Not only did Christie lead the relief efforts, but she is credited with recognizing the significance of the impending famine almost a year before it unfolded. Christie convinced her superiors in USAID of the need to be proactive by making advance preparations in the fall of 2010—a move that hastened aid to the region and saved lives. Christie used lessons learned from other drought response situations to come up with a program pairing health, nutrition, water, and sanitation program with food and voucher programs that helped repair the damaged economies in the Horn of Africa.

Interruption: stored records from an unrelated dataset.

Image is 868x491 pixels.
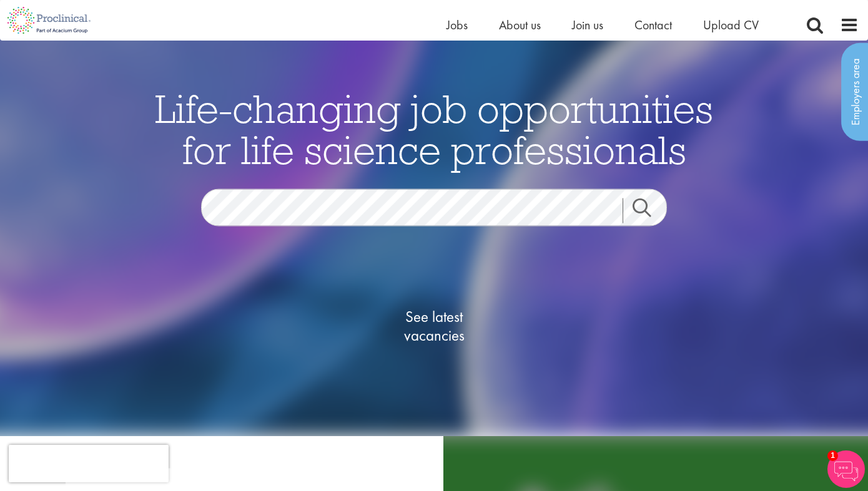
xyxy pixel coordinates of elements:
[499,17,541,33] a: About us
[634,17,672,33] a: Contact
[155,83,713,175] span: Life-changing job opportunities for life science professionals
[828,451,865,488] img: Chatbot
[9,445,169,482] iframe: reCAPTCHA
[372,257,496,394] a: See latestvacancies
[573,17,603,33] a: Join us
[372,307,496,345] span: See latest vacancies
[447,17,468,33] a: Jobs
[828,451,838,461] span: 1
[704,17,759,33] a: Upload CV
[623,198,676,223] a: Job search submit button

It may seem strange that an award given for service to the United States could be received by a team dedicated to giving relief to another country, but in reality Christie’s actions were crucial to U.S. national security interests. The Horn of Africa represents one of the regions of the world that most threatens U.S. national security because it houses some of the most conflict prone states in the world, including Somalia, Eritrea, and Ethiopia. It also is in close proximity to Yemen, a major center of U.S. counterterrorism action. The U.S. also houses the military base Camp Lemonnier in Djibouti on the Horn of Africa, which serves as the most important staging ground for U.S. counterterrorism efforts in Africa and the Arabian Peninsula.

Aid efforts in the region, along with in the rest of the world, contribute to stability and thereby hold radicalization at bay, furthering U.S. interests, and making the U.S. more secure.